"Not ten thousand pounds!" said Camperdown Senior, to whom the magnitude of the larceny almost ennobled the otherwise mean duty of catching the thief. Then Mr. Camperdown rose, and slowly walked across the New Square, Lincoln's Inn, under the low archway, by the entrance to the old court in which Lord Eldon used to sit, to the Old Square, in which the Turtle Dove had built his legal nest on a first floor, close to the old gateway.
Mr. Dove was a gentleman who spent a very great portion of his life in this somewhat gloomy abode of learning. It was not now term time, and most of his brethren were absent from London, recruiting their strength among the Alps, or drinking in vigours for fresh campaigns with the salt sea breezes of Kent and Sussex, or perhaps shooting deer in Scotland, or catching fish in Connemara. But Mr. Dove was a man of iron, who wanted no such recreation. To be absent from his law-books and the black, littered, ink-stained old table on which he was wont to write his opinions, was, to him, to be wretched. The only exercise necessary to him was that of putting on his wig and going into one of the courts that were close to his chambers;—but even that was almost distasteful to him. He preferred sitting in his old arm-chair, turning over his old books in search of old cases, and producing opinions which he would be prepared to back against all the world of Lincoln's Inn. He and Mr. Camperdown had known each other intimately for many years, and though the rank of the two men in their profession differed much, they were able to discuss questions of law without any appreciation of that difference among themselves. The one man knew much, and the other little; the one was not only learned, but possessed also of great gifts, while the other was simply an ordinary clear-headed man of business; but they had sympathies in common which made them friends; they were both honest and unwilling to sell their services to dishonest customers; and they equally entertained a deep-rooted contempt for that portion of mankind who thought that property could be managed and protected without the intervention of lawyers. The outside world to them was a world of pretty, laughing, ignorant children; and lawyers were the parents, guardians, pastors, and masters by whom the children should be protected from the evils incident to their childishness.
"Yes, sir; he's here," said the Turtle Dove's clerk. "He is talking of going away, but he won't go. He's told me I can have a week, but I don't know that I like to leave him. Mrs. Dove and the children are down at Ramsgate, and he's here all night. He hadn't been out for so long that when he wanted to go as far as the Temple yesterday, we couldn't find his hat." Then the clerk opened the door, and ushered Mr. Camperdown into the room. Mr. Dove was the younger man by five or six years, and his hair was still black. Mr. Camperdown's was nearer white than grey; but, nevertheless, Mr. Camperdown looked as though he were the younger man. Mr. Dove was a long, thin man, with a stoop in his shoulders, with deep-set, hollow eyes, and lanthorn cheeks, and sallow complexion, with long, thin hands, who seemed to acknowledge by every movement of his body and every tone of his voice that old age was creeping on him,—whereas the attorney's step was still elastic, and his speech brisk. Mr. Camperdown wore a blue frock-coat, and a coloured cravat, and a light waistcoat. With Mr. Dove every visible article of his raiment was black, except his shirt, and he had that peculiar blackness which a man achieves when he wears a dress-coat over a high black waistcoat in the morning.
"You didn't make much, I fear, of what I sent you about heirlooms," said Mr. Dove, divining the purport of Mr. Camperdown's visit.
"A great deal more than I wanted, I can assure you, Mr. Dove."
"There is a common error about heirlooms."
"Very common, indeed, I should say. God bless my soul! when one knows how often the word occurs in family deeds, it does startle one to be told that there isn't any such thing."
"I don't think I said quite so much as that. Indeed, I was careful to point out that the law does acknowledge heirlooms."
"But not diamonds," said the attorney.
"I doubt whether I went quite so far as that."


### PROBLEM TO WORK ON
Go through the listing and pick out each line with the word "pair" in it.

_ _ _ _

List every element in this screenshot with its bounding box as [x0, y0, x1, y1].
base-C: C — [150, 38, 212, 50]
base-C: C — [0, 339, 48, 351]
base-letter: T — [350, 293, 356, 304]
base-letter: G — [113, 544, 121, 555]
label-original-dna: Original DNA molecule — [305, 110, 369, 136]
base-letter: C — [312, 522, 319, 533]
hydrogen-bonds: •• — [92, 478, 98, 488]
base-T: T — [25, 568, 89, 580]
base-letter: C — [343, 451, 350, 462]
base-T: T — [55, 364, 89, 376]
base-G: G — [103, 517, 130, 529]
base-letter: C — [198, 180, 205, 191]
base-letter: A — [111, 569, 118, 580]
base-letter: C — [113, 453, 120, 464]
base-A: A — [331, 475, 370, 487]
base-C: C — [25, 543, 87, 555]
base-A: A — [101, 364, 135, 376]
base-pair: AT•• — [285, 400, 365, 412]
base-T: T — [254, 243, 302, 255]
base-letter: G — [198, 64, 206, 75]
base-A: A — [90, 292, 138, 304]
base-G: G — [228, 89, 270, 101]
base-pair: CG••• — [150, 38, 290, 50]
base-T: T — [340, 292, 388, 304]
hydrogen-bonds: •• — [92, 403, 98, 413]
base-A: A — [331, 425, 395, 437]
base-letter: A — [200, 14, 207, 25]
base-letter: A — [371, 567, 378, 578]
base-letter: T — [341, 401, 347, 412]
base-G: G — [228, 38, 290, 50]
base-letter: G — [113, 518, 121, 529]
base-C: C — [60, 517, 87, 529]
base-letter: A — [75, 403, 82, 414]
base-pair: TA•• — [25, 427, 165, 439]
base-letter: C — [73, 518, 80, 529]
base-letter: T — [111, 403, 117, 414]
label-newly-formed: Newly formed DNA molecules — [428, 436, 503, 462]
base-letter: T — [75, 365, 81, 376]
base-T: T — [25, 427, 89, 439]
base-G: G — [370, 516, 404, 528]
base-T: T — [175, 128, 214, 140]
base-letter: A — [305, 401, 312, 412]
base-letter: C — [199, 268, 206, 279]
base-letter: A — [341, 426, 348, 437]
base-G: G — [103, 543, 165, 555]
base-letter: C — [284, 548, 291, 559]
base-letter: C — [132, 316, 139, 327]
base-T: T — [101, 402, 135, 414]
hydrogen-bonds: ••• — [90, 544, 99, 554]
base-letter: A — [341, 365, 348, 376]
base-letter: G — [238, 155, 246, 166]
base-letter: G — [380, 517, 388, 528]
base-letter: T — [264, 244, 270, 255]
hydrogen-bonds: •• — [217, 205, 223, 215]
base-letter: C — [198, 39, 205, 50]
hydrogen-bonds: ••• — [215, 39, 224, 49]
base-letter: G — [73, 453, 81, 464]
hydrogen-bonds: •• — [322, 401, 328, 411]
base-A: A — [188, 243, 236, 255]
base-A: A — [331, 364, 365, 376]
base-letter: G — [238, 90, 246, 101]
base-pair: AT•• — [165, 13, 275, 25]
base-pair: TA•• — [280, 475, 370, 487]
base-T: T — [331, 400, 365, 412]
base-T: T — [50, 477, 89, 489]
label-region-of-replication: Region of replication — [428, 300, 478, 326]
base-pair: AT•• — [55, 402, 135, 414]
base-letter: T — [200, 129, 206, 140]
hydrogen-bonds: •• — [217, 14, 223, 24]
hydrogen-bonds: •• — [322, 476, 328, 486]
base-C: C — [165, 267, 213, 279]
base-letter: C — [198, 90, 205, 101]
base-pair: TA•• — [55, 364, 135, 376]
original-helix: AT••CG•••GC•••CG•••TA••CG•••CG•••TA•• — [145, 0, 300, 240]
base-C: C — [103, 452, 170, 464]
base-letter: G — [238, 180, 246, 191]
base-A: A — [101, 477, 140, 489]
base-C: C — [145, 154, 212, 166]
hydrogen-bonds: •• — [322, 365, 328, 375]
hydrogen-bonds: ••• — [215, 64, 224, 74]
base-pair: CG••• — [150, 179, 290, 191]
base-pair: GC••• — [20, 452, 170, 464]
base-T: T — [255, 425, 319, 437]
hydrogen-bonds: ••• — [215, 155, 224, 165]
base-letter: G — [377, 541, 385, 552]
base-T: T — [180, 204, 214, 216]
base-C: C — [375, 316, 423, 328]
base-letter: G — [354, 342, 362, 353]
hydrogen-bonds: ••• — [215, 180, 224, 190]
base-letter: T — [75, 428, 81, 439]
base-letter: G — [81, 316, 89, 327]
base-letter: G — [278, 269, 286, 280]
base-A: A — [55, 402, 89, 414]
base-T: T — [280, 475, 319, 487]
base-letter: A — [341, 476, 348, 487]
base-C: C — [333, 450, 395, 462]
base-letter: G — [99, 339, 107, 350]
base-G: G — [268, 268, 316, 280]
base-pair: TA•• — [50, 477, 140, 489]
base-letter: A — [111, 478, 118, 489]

_ _ _ _

### SOLUTION TO THE EXERCISE
base-pair: AT•• — [285, 400, 365, 412]
base-pair: CG••• — [150, 38, 290, 50]
base-pair: TA•• — [25, 427, 165, 439]
base-pair: AT•• — [165, 13, 275, 25]
base-pair: TA•• — [280, 475, 370, 487]
base-pair: AT•• — [55, 402, 135, 414]
base-pair: TA•• — [55, 364, 135, 376]
base-pair: CG••• — [150, 179, 290, 191]
base-pair: GC••• — [20, 452, 170, 464]
base-pair: TA•• — [50, 477, 140, 489]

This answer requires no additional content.